XXXI. THE MAQAMA OF THE SPINDLE

‘ÍSÁ IBN HISHÁM related to us and said: I entered Baṣra when I was wide of fame and abundant of reputation, and there came to me two young men. One of them said: 'May God strengthen the Shaikh! this youth entered our house and seized a kitten 4 with vertigo in its head, with the sacred cord 5 and a whirling sphere around its middle. Gentle of voice, if it cries; quick to return, if it flees; long of skirt, if it pulls; slender of

p. 129

waist, weak of chest, 1 of the size of a plump sheep. Staying in the town, yet not abandoning travel. If it be given a thing, it returns it. If it be tasked with a journey, it goes energetically, and, if it is made to draw the rope, it lengthens it. There it is, bone and wood. It contains property, immoveable and moveable, a past and a future. 2 Said the young man: 'Yes, may God strengthen the Shaikh! for he forcibly took from me:--

'Pointed is his spearhead, 3 sharp are his teeth,
His progeny are his helpers, dissolving union is his business.
He assails his master, clinging to his moustache;
Inserting his fangs into old and young.
Agreeable, of goodly shape, slim, abstemious.
A shooter, with shafts abundant, around the beard and the moustache.'

So I said to the first: 'Give him back the comb in order that he may return to thee the spindle.'


Footnotes

128:4 A kitten: The commentator does not consider that arabicized from the Persian partridge, makes good sense and says that the text is corrupt. He suggests that the correct word is from the Persian a furred animal and, as the context shows, a kitten. I think his view is correct. If we accept as the arabicized form of the slight error in pointing is the kind of one a copyist might easily make.

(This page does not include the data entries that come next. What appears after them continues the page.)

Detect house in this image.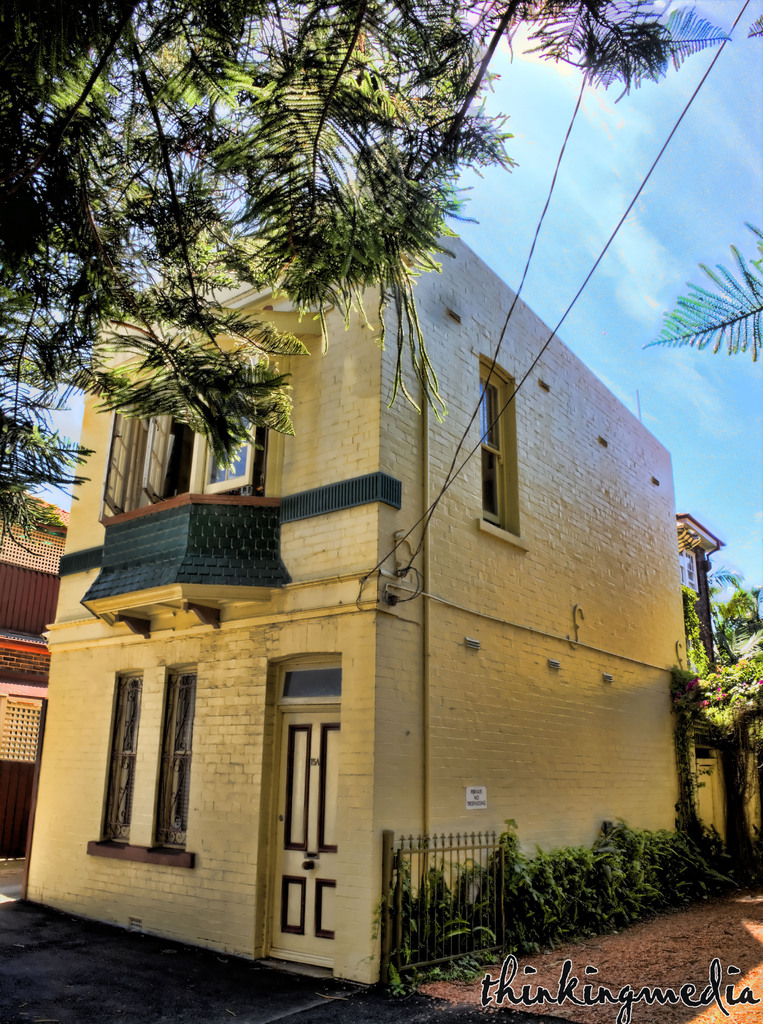
Detection: 35:37:725:988.
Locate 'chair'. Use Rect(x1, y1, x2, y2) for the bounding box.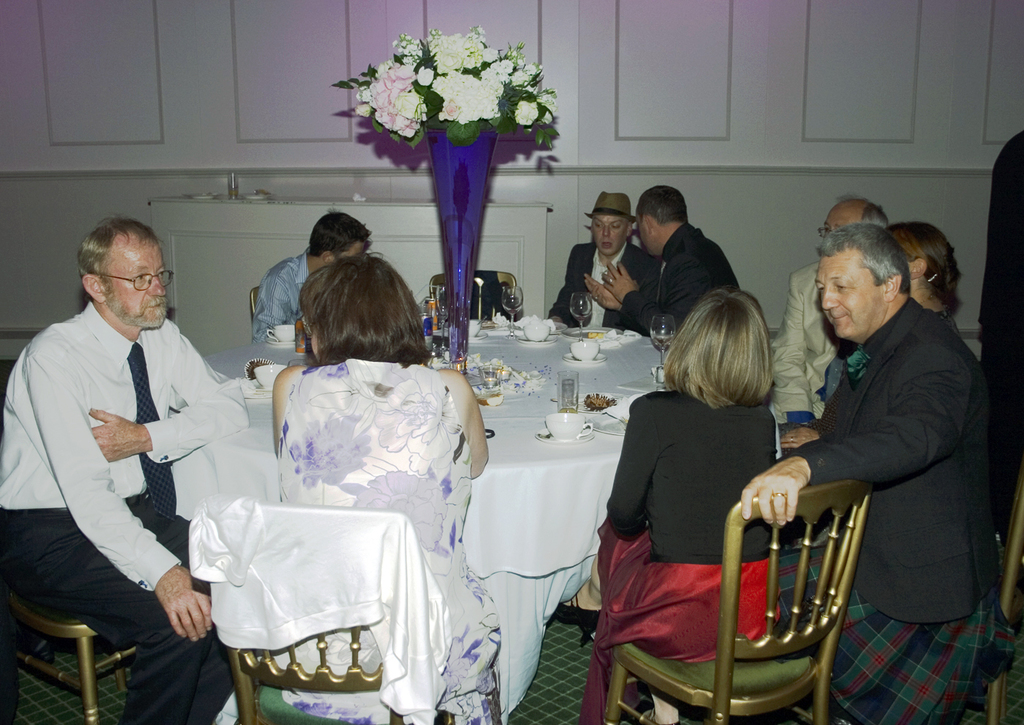
Rect(0, 551, 146, 724).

128:5 Zunnar: Greek ζωναριον a cord or girdle worn by the Eastern Christians, the Jews, Magi, and the Brahmins. Originally the lower girdle worn by a woman just above the hips over which the gown was drawn and fell in folds.

129:1 Weak of chest: Literally, weak in the place of the shirt. gives no sense. Probably a fat sheep fit to be slaughtered.

129:2 Past and future: That is, ancestral and passing to posterity.

129:3 Pointed is his spearhead: Metre, rejez. Cf. Ḥarírí, i, 87.